Time based directly on the Sun's apparent position due to the Earth’s various uneven motions, which varies up to 16+ minutes from a mean by the effects of the equation of time, was used until the late 1700s or early 1800s, with the changeover date varying from country to country. This system of time was called sundial time or Local Apparent Time, and is available in the CCRS Horoscope Program with the time type abbreviation of LAT. LAT was replaced by Local Mean Time, which deliberately eliminates the equation of time from clock time by using a mean for each meridian of longitude. This system of time is available in CCRS with the abbreviation LMT. (Note: “equation of time” is sometimes used to mean a conversion from LAT to LMT and sometimes used to mean a conversion from LMT to LAT. Be careful about whether you need to add or subtract any time you work with the equation of time.) In 1883-1884, LMT was supplemented and largely replaced by zone-based standard times. (Actually, worldwide zone definitions were agreed on in 1883-1884, but like all historical time changes the real transition was a messy patchwork that started years before the official definitions and took several more years.) Each 15-degree (1 hour) wide zone uses the LMT of the zone meridian at (approximately) the center of the zone as the standard time for the whole zone. Greenwich Mean Time (GMT) or Universal Time (UT) is the LMT and standard time of the world’s prime meridian of 0 longitude running through Greenwich Observatory in England. All clocks in normal use for the last century have kept zone-based time. Birth and event times for the last century have usually been recorded in zone-based time.

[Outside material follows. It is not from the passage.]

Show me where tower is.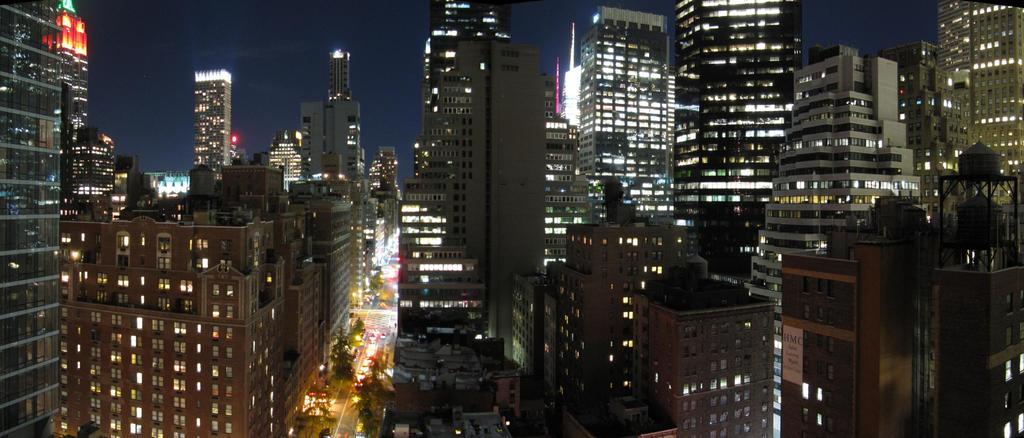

Note that all mechanical, electrical and electronic timekeeping systems—chronometers, quartz crystal clocks & watches, atomic clocks, etc.—keep time uniformly. The more accurate the system, the more uniform the time it measures. This made a switch from apparent time based on celestial variations to mean time inevitable as more and more accurate mechanical timekeeping became the norm. Modern technology could now produce a watch or clock giving apparent time by programming in the equation of time, but such a timepiece would be an oddity of little practical use. An apparent time clock would only match normal clocks a few times per year. It would be a curiosity like the lunar phase clock I bought some years ago.

Astrological ephemerides (except a few special-purpose local products) give planetary positions for times given in UT or Ephemeris Time (ET). Ephemeris Time (ET) and Terrestrial Dynamical Time (TDT) and Barycentric Dynamical Time (TDB) and Terrestrial Time (TT) are all UT +/- a delta t correction which is under 1 minute for the 20th century—the differences between these kinds of time are very small and beyond the scope of this article. (I prefer the term Ephemeris Time to the more recent terms because it makes very clear how that kind of time is used.) Calculations of planetary positions therefore require time in UT. For any zone-based time, UT is obtained by adding or subtracting the zone meridian hours and any correction for daylight or war time. Introducing equation of time effects at this point would produce the wrong UT. Angle and house calculations require a Local Sidereal Time (LST). The most direct way to get this is to get the Greenwich Sidereal Time (GST) based on the UT obtained for planetary calculations, then make a single longitude as time correction to get from GST to LST. Introducing equation of time effects (which are strictly solar time, not sidereal time) at this point would produce the wrong LST. Since UT (or ET) and LST are the only two times required to calculate a chart, the assertion that the equation of time should be used in calculating charts is patently wrong for any chart based on the normal clock times used for over a century. Only if you are getting a time directly from a sundial or other direct observations instead of from a clock would use of the equation of time be needed.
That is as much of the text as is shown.